Mantis was a petulantly impatient warrior who was prone to jumping to conclusions and making impulsive decisions. When this habit got himself captured by crocodile bandits, the long wait he was forced to endure in his cage allowed him to find the patience to play dead long enough to ambush his captors.
Our impulsiveness in jumping to conclusions in Legal Reasoning could be best described as suicidal. Only a handful are capable of enduring patience, the key in Legal Reasoning.
A very common mistake in solving Legal Reasoning questions is applying your own knowledge to the question.
Remember, via legal reasoning questions CLAT wants to check your aptitude and not your knowledge of the law.
All you need to do is to read the facts and the principle carefully and simply apply the principle to the facts. Like stated above, legal reasoning question require no prior knowledge and the questions come with a hint.
Even if the principle is obnoxious enough to blow your mind away, viz. ‘Killing somebody is a courageous act and will fetch you a Param Vir Chakra’, you must not get blown away by it. You need to stay within the strict confines of the principle and apply it to the facts in hand, without applying any prior knowledge.
The paper setters generally come up with principles which are on the fringes of reason (a good example could be; ‘any person who speaks in a movie hall and disturbs others that are watching the movie will be banned from entering any movie theater across India for one year’), followed by four options, out of which two, generally, are very close to each other. They deliberately create a situation where there would be a scope of applying outside/prior knowledge, leading to the wrong conclusion. And trust us, that scope would be very tempting as well.
Here is where you would need to understand the significance of being patient and not jump into a conclusion without introspecting the validity of the conclusion vis-a-vis the principle. Hence, Mantis, the patient Mantis, should be your role-model.
Legal Reasoning carries 50 marks in CLAT. It is the most important subject in CLAT because in case of a tie in scores, the higher scorer in Legal Reasoning will get the better rank.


INSTRUCTIONS TO FOLLOW
Every line of the material below should be copied exactly.
+++
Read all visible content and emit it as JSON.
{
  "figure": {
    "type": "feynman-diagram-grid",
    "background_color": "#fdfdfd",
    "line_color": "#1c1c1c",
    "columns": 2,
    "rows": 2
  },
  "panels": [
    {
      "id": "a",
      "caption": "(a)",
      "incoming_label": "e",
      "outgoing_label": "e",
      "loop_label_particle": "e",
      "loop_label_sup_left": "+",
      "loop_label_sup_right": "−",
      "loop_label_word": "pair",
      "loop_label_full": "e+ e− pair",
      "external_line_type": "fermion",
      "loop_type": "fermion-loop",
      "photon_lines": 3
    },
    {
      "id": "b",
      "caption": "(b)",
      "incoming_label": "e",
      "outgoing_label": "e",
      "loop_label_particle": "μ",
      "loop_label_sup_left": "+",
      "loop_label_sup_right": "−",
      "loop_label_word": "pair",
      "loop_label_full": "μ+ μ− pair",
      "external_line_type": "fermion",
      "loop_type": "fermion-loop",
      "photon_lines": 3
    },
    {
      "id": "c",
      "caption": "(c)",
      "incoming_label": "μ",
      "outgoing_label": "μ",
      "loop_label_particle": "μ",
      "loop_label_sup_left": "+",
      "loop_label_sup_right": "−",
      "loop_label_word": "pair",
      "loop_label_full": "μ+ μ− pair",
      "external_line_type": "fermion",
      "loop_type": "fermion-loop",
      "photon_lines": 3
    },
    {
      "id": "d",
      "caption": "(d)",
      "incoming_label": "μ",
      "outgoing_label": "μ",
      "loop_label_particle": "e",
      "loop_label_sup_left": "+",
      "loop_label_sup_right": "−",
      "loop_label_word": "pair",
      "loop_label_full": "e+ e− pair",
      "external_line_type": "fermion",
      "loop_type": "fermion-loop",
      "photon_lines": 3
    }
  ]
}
+++
PROBLEM SOLUTION
Read all visible content and emit it as JSON.
{
  "figure": {
    "type": "feynman-diagram-grid",
    "background_color": "#fdfdfd",
    "line_color": "#1c1c1c",
    "columns": 2,
    "rows": 2
  },
  "panels": [
    {
      "id": "a",
      "caption": "(a)",
      "incoming_label": "e",
      "outgoing_label": "e",
      "loop_label_particle": "e",
      "loop_label_sup_left": "+",
      "loop_label_sup_right": "−",
      "loop_label_word": "pair",
      "loop_label_full": "e+ e− pair",
      "external_line_type": "fermion",
      "loop_type": "fermion-loop",
      "photon_lines": 3
    },
    {
      "id": "b",
      "caption": "(b)",
      "incoming_label": "e",
      "outgoing_label": "e",
      "loop_label_particle": "μ",
      "loop_label_sup_left": "+",
      "loop_label_sup_right": "−",
      "loop_label_word": "pair",
      "loop_label_full": "μ+ μ− pair",
      "external_line_type": "fermion",
      "loop_type": "fermion-loop",
      "photon_lines": 3
    },
    {
      "id": "c",
      "caption": "(c)",
      "incoming_label": "μ",
      "outgoing_label": "μ",
      "loop_label_particle": "μ",
      "loop_label_sup_left": "+",
      "loop_label_sup_right": "−",
      "loop_label_word": "pair",
      "loop_label_full": "μ+ μ− pair",
      "external_line_type": "fermion",
      "loop_type": "fermion-loop",
      "photon_lines": 3
    },
    {
      "id": "d",
      "caption": "(d)",
      "incoming_label": "μ",
      "outgoing_label": "μ",
      "loop_label_particle": "e",
      "loop_label_sup_left": "+",
      "loop_label_sup_right": "−",
      "loop_label_word": "pair",
      "loop_label_full": "e+ e− pair",
      "external_line_type": "fermion",
      "loop_type": "fermion-loop",
      "photon_lines": 3
    }
  ]
}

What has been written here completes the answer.